Hilde Goldschmidt was born into a Jewish family in Leipzig, Germany in 1897 and trained in book design at the Academies of Fine Arts in both Leipzig and Dresden; at the latter she also joined Oskar Kokoschka's painting classes between 1920 and 1923. Upon his departure, the class was dissolved, and Goldschmidt left for New York, holding an exhibition at the New Gallery in the same year. Returning to Europe in 1926, she studied in Paris before travelling to the South of France, where she remained until 1929, then moved to Italy, where she settled in Capri.
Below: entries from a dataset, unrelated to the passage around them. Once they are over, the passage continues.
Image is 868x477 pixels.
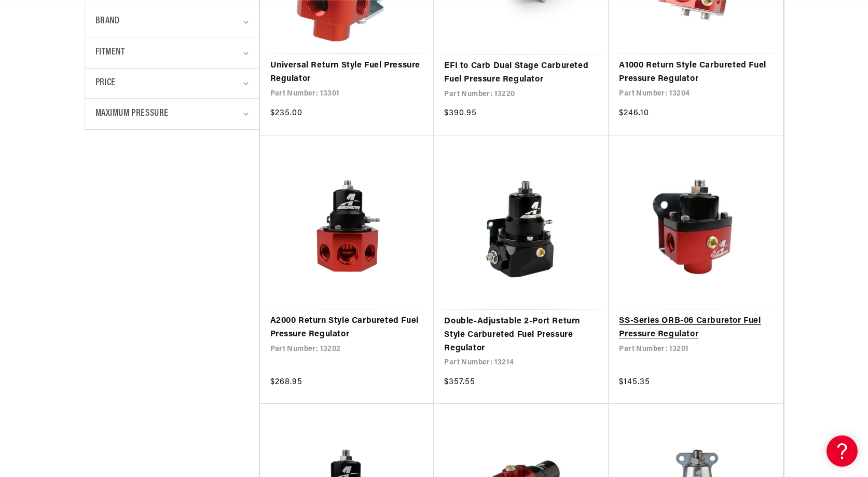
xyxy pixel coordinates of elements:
[95,14,120,29] span: Brand
[619,60,773,86] a: A1000 Return Style Carbureted Fuel Pressure Regulator
[95,107,170,121] span: Maximum Pressure
[95,45,125,60] span: Fitment
[95,68,249,98] summary: Price
[271,315,424,341] a: A2000 Return Style Carbureted Fuel Pressure Regulator
[95,99,249,130] summary: Maximum Pressure (0 selected)
[95,38,249,68] summary: Fitment (0 selected)
[95,77,116,91] span: Price
[271,60,424,86] a: Universal Return Style Fuel Pressure Regulator
[95,7,249,37] summary: Brand (0 selected)
[619,315,773,341] a: SS-Series ORB-06 Carburetor Fuel Pressure Regulator
[444,60,598,86] a: EFI to Carb Dual Stage Carbureted Fuel Pressure Regulator
[444,315,598,355] a: Double-Adjustable 2-Port Return Style Carbureted Fuel Pressure Regulator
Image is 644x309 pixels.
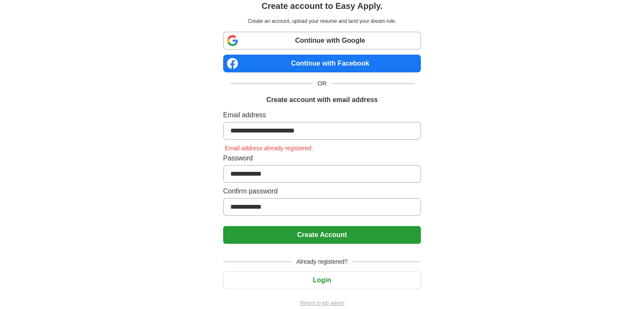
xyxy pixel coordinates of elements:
[291,257,353,266] span: Already registered?
[223,55,421,72] a: Continue with Facebook
[223,153,421,163] label: Password
[266,95,378,105] h1: Create account with email address
[223,226,421,244] button: Create Account
[223,186,421,197] label: Confirm password
[223,32,421,49] a: Continue with Google
[312,79,332,88] span: OR
[223,272,421,289] button: Login
[223,299,421,307] a: Return to job advert
[225,17,419,25] p: Create an account, upload your resume and land your dream role.
[223,276,421,283] a: Login
[223,145,315,151] span: Email address already registered.
[223,110,421,120] label: Email address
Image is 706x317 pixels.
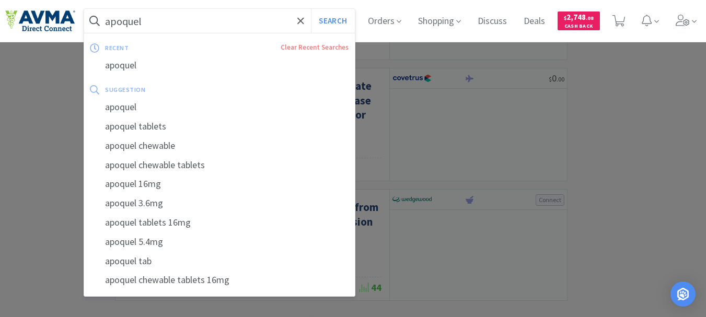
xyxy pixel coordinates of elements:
[563,15,566,21] span: $
[84,9,355,33] input: Search by item, sku, manufacturer, ingredient, size...
[84,117,355,136] div: apoquel tablets
[563,23,593,30] span: Cash Back
[84,213,355,232] div: apoquel tablets 16mg
[105,81,246,98] div: suggestion
[557,7,600,35] a: $2,748.08Cash Back
[84,136,355,156] div: apoquel chewable
[473,17,511,26] a: Discuss
[519,17,549,26] a: Deals
[84,174,355,194] div: apoquel 16mg
[84,56,355,75] div: apoquel
[84,232,355,252] div: apoquel 5.4mg
[563,12,593,22] span: 2,748
[84,252,355,271] div: apoquel tab
[84,98,355,117] div: apoquel
[311,9,354,33] button: Search
[670,281,695,307] div: Open Intercom Messenger
[585,15,593,21] span: . 08
[5,10,75,32] img: e4e33dab9f054f5782a47901c742baa9_102.png
[280,43,348,52] a: Clear Recent Searches
[84,156,355,175] div: apoquel chewable tablets
[84,194,355,213] div: apoquel 3.6mg
[84,271,355,290] div: apoquel chewable tablets 16mg
[105,40,204,56] div: recent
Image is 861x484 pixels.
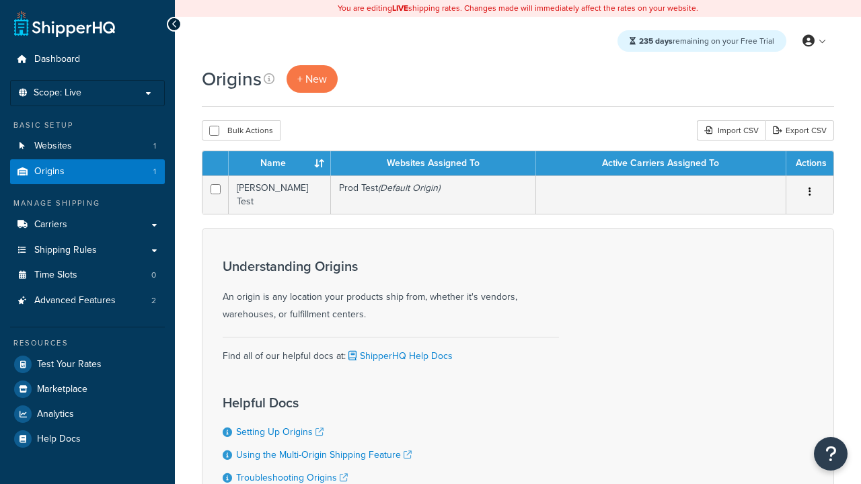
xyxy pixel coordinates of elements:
li: Time Slots [10,263,165,288]
a: Marketplace [10,377,165,401]
li: Websites [10,134,165,159]
td: Prod Test [331,176,536,214]
a: Setting Up Origins [236,425,323,439]
a: Dashboard [10,47,165,72]
b: LIVE [392,2,408,14]
h3: Understanding Origins [223,259,559,274]
a: Test Your Rates [10,352,165,377]
span: Websites [34,141,72,152]
button: Open Resource Center [814,437,847,471]
a: ShipperHQ Home [14,10,115,37]
span: 2 [151,295,156,307]
span: Origins [34,166,65,178]
span: Marketplace [37,384,87,395]
li: Origins [10,159,165,184]
a: Export CSV [765,120,834,141]
span: + New [297,71,327,87]
a: Origins 1 [10,159,165,184]
li: Advanced Features [10,289,165,313]
div: remaining on your Free Trial [617,30,786,52]
span: Carriers [34,219,67,231]
span: Help Docs [37,434,81,445]
a: Help Docs [10,427,165,451]
span: Test Your Rates [37,359,102,371]
div: An origin is any location your products ship from, whether it's vendors, warehouses, or fulfillme... [223,259,559,323]
a: + New [286,65,338,93]
h3: Helpful Docs [223,395,489,410]
div: Find all of our helpful docs at: [223,337,559,365]
th: Name : activate to sort column ascending [229,151,331,176]
div: Resources [10,338,165,349]
a: Advanced Features 2 [10,289,165,313]
th: Actions [786,151,833,176]
span: Scope: Live [34,87,81,99]
span: 0 [151,270,156,281]
span: Shipping Rules [34,245,97,256]
span: Dashboard [34,54,80,65]
span: Analytics [37,409,74,420]
a: Carriers [10,213,165,237]
th: Websites Assigned To [331,151,536,176]
strong: 235 days [639,35,672,47]
a: Shipping Rules [10,238,165,263]
div: Manage Shipping [10,198,165,209]
span: Advanced Features [34,295,116,307]
a: Time Slots 0 [10,263,165,288]
div: Import CSV [697,120,765,141]
div: Basic Setup [10,120,165,131]
td: [PERSON_NAME] Test [229,176,331,214]
a: Websites 1 [10,134,165,159]
a: Analytics [10,402,165,426]
th: Active Carriers Assigned To [536,151,786,176]
span: 1 [153,166,156,178]
i: (Default Origin) [378,181,440,195]
a: Using the Multi-Origin Shipping Feature [236,448,412,462]
a: ShipperHQ Help Docs [346,349,453,363]
button: Bulk Actions [202,120,280,141]
span: 1 [153,141,156,152]
h1: Origins [202,66,262,92]
span: Time Slots [34,270,77,281]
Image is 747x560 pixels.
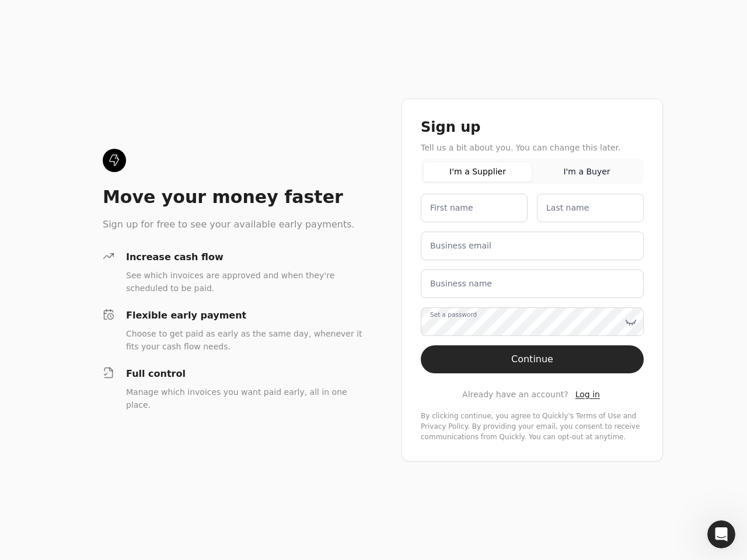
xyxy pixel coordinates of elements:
div: Flexible early payment [126,309,364,322]
div: See which invoices are approved and when they're scheduled to be paid. [126,269,364,295]
label: Business name [430,278,492,290]
button: I'm a Supplier [423,161,532,182]
a: privacy-policy [421,423,467,431]
span: Log in [576,390,600,399]
iframe: Intercom live chat [708,520,736,548]
div: Sign up for free to see your available early payments. [103,218,364,231]
div: Manage which invoices you want paid early, all in one place. [126,386,364,411]
button: Log in [573,387,602,401]
a: terms-of-service [576,411,621,420]
div: Choose to get paid as early as the same day, whenever it fits your cash flow needs. [126,327,364,353]
div: Increase cash flow [126,250,364,264]
span: Already have an account? [462,388,568,401]
div: Tell us a bit about you. You can change this later. [421,141,644,154]
button: Continue [421,345,644,374]
label: Last name [546,202,589,214]
div: Full control [126,367,364,381]
label: Business email [430,239,491,252]
div: By clicking continue, you agree to Quickly's and . By providing your email, you consent to receiv... [421,411,644,442]
label: Set a password [430,310,477,320]
div: Move your money faster [103,186,364,208]
button: I'm a Buyer [532,161,642,182]
a: Log in [576,388,600,401]
label: First name [430,202,474,214]
div: Sign up [421,118,644,137]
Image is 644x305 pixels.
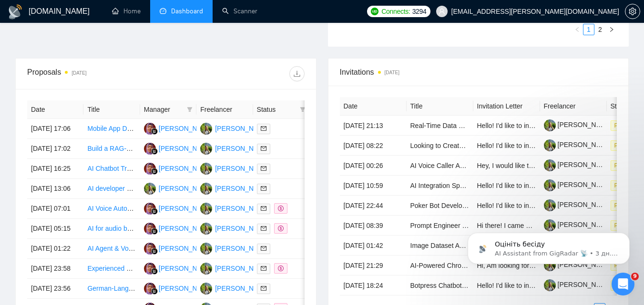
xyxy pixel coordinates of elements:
[144,124,214,132] a: SM[PERSON_NAME]
[260,286,266,292] span: mail
[215,163,270,174] div: [PERSON_NAME]
[27,259,83,279] td: [DATE] 23:58
[625,4,640,19] button: setting
[371,8,378,15] img: upwork-logo.png
[27,66,166,81] div: Proposals
[196,100,253,119] th: Freelancer
[144,244,214,252] a: SM[PERSON_NAME]
[473,97,540,116] th: Invitation Letter
[438,8,445,15] span: user
[71,70,86,76] time: [DATE]
[340,256,407,276] td: [DATE] 21:29
[27,139,83,159] td: [DATE] 17:02
[160,8,166,14] span: dashboard
[159,263,214,274] div: [PERSON_NAME]
[171,7,203,15] span: Dashboard
[260,166,266,172] span: mail
[87,165,198,172] a: AI Chatbot Troubleshooting Specialist
[594,24,606,35] li: 2
[27,119,83,139] td: [DATE] 17:06
[611,121,643,129] a: Pending
[407,156,473,176] td: AI Voice Caller Appointment Setter (French Speaker Required)
[83,119,139,139] td: Mobile App Development (Android & iOS) for Chat, API & AI ChatBot
[544,179,556,191] img: c1H6qaiLk507m81Kel3qbCiFt8nt3Oz5Wf3V5ZPF-dbGF4vCaOe6p03OfXLTzabAEe
[384,70,399,75] time: [DATE]
[200,243,212,255] img: MK
[144,243,156,255] img: SM
[407,216,473,236] td: Prompt Engineer Needed to Refine Voice AI Receptionist (Demo in 1 Week)
[407,176,473,196] td: AI Integration Specialist for Anthropic Claude API
[144,284,214,292] a: SM[PERSON_NAME]
[222,7,258,15] a: searchScanner
[151,228,158,235] img: gigradar-bm.png
[144,123,156,135] img: SM
[144,264,214,272] a: SM[PERSON_NAME]
[144,164,214,172] a: SM[PERSON_NAME]
[83,259,139,279] td: Experienced Generative AI Engineer (RAG, Vector Retrieval, Scaling)
[278,206,284,212] span: dollar
[200,263,212,275] img: MK
[87,225,183,232] a: AI for audio book and translation
[544,281,613,289] a: [PERSON_NAME]
[144,143,156,155] img: SM
[340,116,407,136] td: [DATE] 21:13
[83,139,139,159] td: Build a RAG-Powered Comms Intelligence System
[159,203,214,214] div: [PERSON_NAME]
[215,283,270,294] div: [PERSON_NAME]
[83,279,139,299] td: German-Language Webinar Creation from Foreign Videos
[611,120,639,131] span: Pending
[407,276,473,296] td: Botpress Chatbot Developer
[583,24,594,35] a: 1
[144,224,214,232] a: SM[PERSON_NAME]
[544,119,556,132] img: c1H6qaiLk507m81Kel3qbCiFt8nt3Oz5Wf3V5ZPF-dbGF4vCaOe6p03OfXLTzabAEe
[215,123,270,134] div: [PERSON_NAME]
[572,24,583,35] li: Previous Page
[611,160,639,171] span: Pending
[575,27,580,32] span: left
[215,183,270,194] div: [PERSON_NAME]
[151,128,158,135] img: gigradar-bm.png
[544,159,556,172] img: c1H6qaiLk507m81Kel3qbCiFt8nt3Oz5Wf3V5ZPF-dbGF4vCaOe6p03OfXLTzabAEe
[144,283,156,295] img: SM
[27,100,83,119] th: Date
[625,8,640,15] span: setting
[215,263,270,274] div: [PERSON_NAME]
[411,222,626,229] a: Prompt Engineer Needed to Refine Voice AI Receptionist (Demo [DATE])
[411,242,553,250] a: Image Dataset Annotation & Flux Model Training
[544,121,613,129] a: [PERSON_NAME]
[27,219,83,239] td: [DATE] 05:15
[612,273,634,296] iframe: Intercom live chat
[260,246,266,252] span: mail
[411,182,576,189] a: AI Integration Specialist for Anthropic [PERSON_NAME]
[87,285,259,292] a: German-Language Webinar Creation from Foreign Videos
[289,66,304,81] button: download
[257,104,296,115] span: Status
[215,143,270,154] div: [PERSON_NAME]
[583,24,594,35] li: 1
[159,183,214,194] div: [PERSON_NAME]
[140,100,196,119] th: Manager
[595,24,605,35] a: 2
[112,7,140,15] a: homeHome
[544,279,556,292] img: c1H6qaiLk507m81Kel3qbCiFt8nt3Oz5Wf3V5ZPF-dbGF4vCaOe6p03OfXLTzabAEe
[151,148,158,155] img: gigradar-bm.png
[151,268,158,275] img: gigradar-bm.png
[278,265,284,271] span: dollar
[411,282,494,290] a: Botpress Chatbot Developer
[87,185,180,192] a: AI developer – Legal RAG Q&A
[477,162,595,170] span: Hey, I would like to invite you to this role
[260,146,266,151] span: mail
[151,288,158,295] img: gigradar-bm.png
[340,196,407,216] td: [DATE] 22:44
[144,144,214,152] a: SM[PERSON_NAME]
[407,136,473,156] td: Looking to Create a Workflow with Automation and Ai
[87,245,256,252] a: AI Agent & VoiceBot Development with OpenAI/ChatGPT
[144,104,183,115] span: Manager
[411,162,595,170] a: AI Voice Caller Appointment Setter (French Speaker Required)
[260,206,266,212] span: mail
[83,159,139,179] td: AI Chatbot Troubleshooting Specialist
[200,184,270,192] a: MK[PERSON_NAME]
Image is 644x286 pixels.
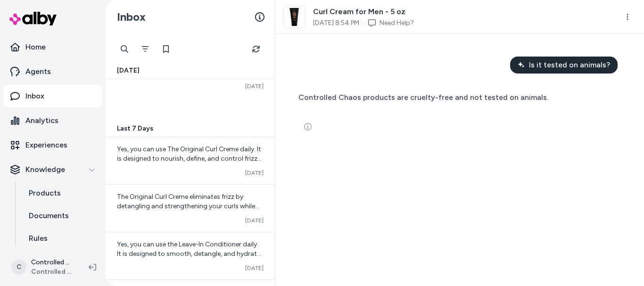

She later returned to Germany and held her first large exhibition in December 1932 at the Galerie Caspari, Munich.

 

In 1933, following Hitler's accession to the Chancellorship, Goldschmidt was forced to flee Germany and, inspired by the Tyrolean landscape, settled in Kitzbühel, Austria, exhibiting at the Galerie Wuerthle, Vienna in 1934. Unable to return to Germany 'for political reasons', she moved to England with her mother in the spring of 1939, earning her living by 'handicrafts', until following a meeting with Kokoschka in 1941 in Cornwall, she resumed painting. In 1942 she settled in the Lake District, where she was moved by 'the grandeur of the scenery', and began a friendship with the refugee artist and 'Merz' collagist Kurt Schwitters, part of the Langdale group which included the philosopher Olaf Stapledon and the dancer Rudolf von Laban. She remained there until 1949. In the autumn of that year her Lake District work was exhibited in Manchester. In 1950 she returned to Austria and settled finally in her house and studio in Kitzbühel, holding exhibitions in Munich and Basel, and receiving an honorary Professorship from the Austrian President. After 1954 she taught at Kokoschka's Summer School for Seeing in Salzburg. Her first solo London exhibition was with Ben Uri in 1959 and she also showed with émigrée gallerist Annely Juda in 1969, and at Abbot Hall Art Gallery (and tour) in 1973. She died in Kitzbühel in 1980. Her work is held in UK collections including Abbot Hall in the Lake District and Tate. Hilde Goldschmidt's niece, ceramicist Brigitte Goldschmidt (later known as Brigitte Appleby), later formed Briglin pottery with Eileen Lewenstein.